“The foundation for a satisfying life is closely connected to the moral qualities that shape our thoughts, speech, and behaviour moment by moment.”
One of the Buddhist teachings I return to regularly is found in Chapter 10 of the Dhammapada, often translated as “The Rod”. The chapter centres on harmful actions, speech, and the suffering they create—not only for others, but within ourselves. This understanding of Buddhist karma feels very different from many popular ideas surrounding it.
Popular Ideas of Karma
Karma is often described through familiar phrases:
- “what goes around comes around”
- “it comes back to haunt you”
Or through the broader idea that our actions accumulate like credits and debits, eventually leading to reward or punishment in some future existence.
Whether in religious or popular culture, karma is frequently imagined as a kind of cosmic accounting system.
But when reading the Dhammapada, something more immediate becomes apparent.
The Meaning of “The Rod”
In Chapter 10, the “rod” referred to by the Gautama Buddha is often understood as a stick or switch—the kind historically used for punishment or control.
The verses are direct:
“The one who desires happiness for himself and harms with the rod other beings who desire happiness, will have no happiness himself.”

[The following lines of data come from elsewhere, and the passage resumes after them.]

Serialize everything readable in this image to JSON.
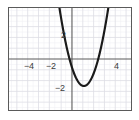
{
  "chart_data": {
    "type": "line",
    "title": "",
    "subtitle": "",
    "xlabel": "",
    "ylabel": "",
    "xlim": [
      -5.75,
      5.5
    ],
    "ylim": [
      -4.8,
      4.6
    ],
    "grid": true,
    "grid_major_step": 1,
    "grid_minor_step": 0.5,
    "legend": "none",
    "axis_color": "#5a5a5a",
    "grid_color": "#d9d9e0",
    "minor_grid_color": "#ececf1",
    "curve_color": "#1a1a1a",
    "x_ticks": [
      -4,
      -2,
      4
    ],
    "x_tick_labels": [
      "−4",
      "−2",
      "4"
    ],
    "y_ticks": [
      2,
      -2
    ],
    "y_tick_labels": [
      "2",
      "−2"
    ],
    "series": [
      {
        "name": "parabola",
        "equation": "y = x^2 - 2x - 1.4",
        "vertex": [
          1.1,
          -2.5
        ],
        "roots": [
          -0.3,
          2.5
        ],
        "x": [
          -0.92,
          -0.7,
          -0.5,
          -0.25,
          0,
          0.25,
          0.5,
          0.75,
          1,
          1.1,
          1.25,
          1.5,
          1.75,
          2,
          2.25,
          2.5,
          2.75,
          3,
          3.12
        ],
        "values": [
          3.3,
          1.9,
          0.85,
          0.06,
          -1.4,
          -1.84,
          -2.15,
          -2.34,
          -2.4,
          -2.41,
          -2.34,
          -2.15,
          -1.84,
          -1.4,
          -0.84,
          -0.15,
          0.66,
          1.6,
          2.05
        ]
      }
    ]
  },
  "labels": {
    "x_neg4": "−4",
    "x_neg2": "−2",
    "x_pos4": "4",
    "y_pos2": "2",
    "y_neg2": "−2"
  }
}
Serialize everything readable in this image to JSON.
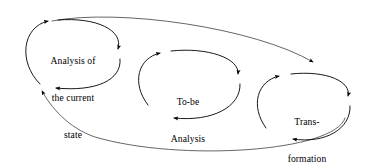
{
  "diagram": {
    "background_color": "#ffffff",
    "stroke_color": "#000000",
    "nodes": [
      {
        "id": "analysis-of-current-state",
        "label_line1": "Analysis of",
        "label_line2": "the current",
        "label_line3": "state",
        "label": "Analysis of the current state",
        "shape": "ellipse",
        "cx": 73,
        "cy": 56,
        "rx": 55,
        "ry": 36
      },
      {
        "id": "to-be-analysis",
        "label_line1": "To-be",
        "label_line2": "Analysis",
        "label": "To-be Analysis",
        "shape": "ellipse",
        "cx": 188,
        "cy": 85,
        "rx": 53,
        "ry": 40
      },
      {
        "id": "transformation",
        "label_line1": "Trans-",
        "label_line2": "formation",
        "label": "Trans-formation",
        "shape": "ellipse",
        "cx": 307,
        "cy": 108,
        "rx": 53,
        "ry": 40
      }
    ],
    "loops": [
      {
        "id": "analysis-loop",
        "around": "analysis-of-current-state",
        "direction": "clockwise",
        "arrowheads": 3
      },
      {
        "id": "tobe-loop",
        "around": "to-be-analysis",
        "direction": "clockwise",
        "arrowheads": 3
      },
      {
        "id": "transformation-loop",
        "around": "transformation",
        "direction": "clockwise",
        "arrowheads": 3
      }
    ],
    "outer_cycle": {
      "id": "outer-feedback-cycle",
      "description": "Large ellipse enclosing all three loops, top arc flows left to right, bottom arc returns right to left",
      "top_arc_arrowhead": "points-right-at-analysis",
      "bottom_arc_arrowhead": "points-left-at-analysis"
    }
  }
}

“Do not speak harshly to anyone, for those spoken to will answer back.”
“Whoever with the rod does harm to others who do no harm, will soon experience pain, loss, injury, disease, slander, and mental distress…”
What stands out is not the idea of future judgement, but the consequences experienced within this life.

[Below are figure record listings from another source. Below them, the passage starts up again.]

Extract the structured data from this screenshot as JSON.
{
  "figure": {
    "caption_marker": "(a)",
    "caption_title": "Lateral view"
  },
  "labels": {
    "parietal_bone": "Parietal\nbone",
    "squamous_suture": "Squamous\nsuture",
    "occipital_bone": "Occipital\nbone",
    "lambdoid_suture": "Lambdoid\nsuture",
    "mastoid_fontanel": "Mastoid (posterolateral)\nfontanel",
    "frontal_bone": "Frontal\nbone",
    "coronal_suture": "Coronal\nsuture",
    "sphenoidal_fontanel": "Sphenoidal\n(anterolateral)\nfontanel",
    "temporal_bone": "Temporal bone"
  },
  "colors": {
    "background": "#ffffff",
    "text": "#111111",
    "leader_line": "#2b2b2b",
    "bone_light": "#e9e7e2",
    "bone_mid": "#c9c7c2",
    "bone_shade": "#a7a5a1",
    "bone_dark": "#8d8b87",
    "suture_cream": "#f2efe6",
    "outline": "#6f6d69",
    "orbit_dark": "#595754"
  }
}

The rod becomes a metaphor for harmful action itself—through speech, behaviour, and intention.
The Dhammapada
“If a man speaks or acts with an impure mind, suffering follows him.”
Karma in Everyday Life
What interests me most is how closely this connects karma with ordinary mental experience.

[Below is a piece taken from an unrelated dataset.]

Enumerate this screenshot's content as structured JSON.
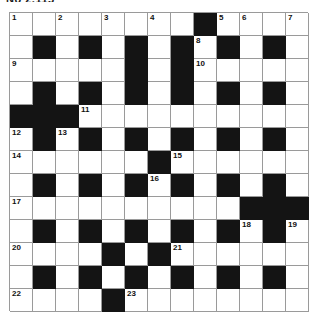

When actions are driven by anger, cruelty, greed, or hatred, suffering often follows almost immediately:
- agitation
- guilt
- fear
- resentment
- inner conflict
Not as punishment from outside, but as the natural result of the mind’s own condition.
This seems closely related to what Buddhism describes as suffering:
the dissatisfaction and mental unease created by craving, aversion, and attachment.
Much of this suffering unfolds moment to moment within daily life.
Moral Discipline
Within the Noble Eightfold Path, this relates strongly to moral discipline:
- speech
- action
- livelihood
Not as obedience to rules, but as practical foundations for reducing suffering.
The quality of our thoughts, speech, and behaviour shapes the quality of our experience.
Crime and Punishment
A powerful literary example of this appears in Crime and Punishment.
Raskolnikov commits murder believing he can justify it intellectually and benefit from it materially. Yet what follows is not freedom or satisfaction, but mental torment.
Guilt gradually overwhelms every theory he constructed to defend himself.
The suffering is immediate, psychological, and deeply human.
In many ways, this resembles the “rod” described in the Dhammapada far more than any distant judgement.
Instant Karma

Even popular culture occasionally touches the same insight.
In Instant Karma!, John Lennon expresses something surprisingly close to this immediate understanding of karma:
“Instant Karma’s gonna get you
Gonna knock you right on the head…”
The phrase is memorable because it points toward consequences that are not postponed, but already unfolding through the way we live and think.
A Personal Reflection
For me, karma is less about speculation concerning a future life, and more about understanding the relationship between actions and mental suffering here and now.
The foundation for a satisfying life is closely connected to the moral qualities that shape our thoughts, speech, and behaviour moment by moment.
Not perfectly.
Not without failure.
But through continued observation of what leads toward suffering, and what leads away from it.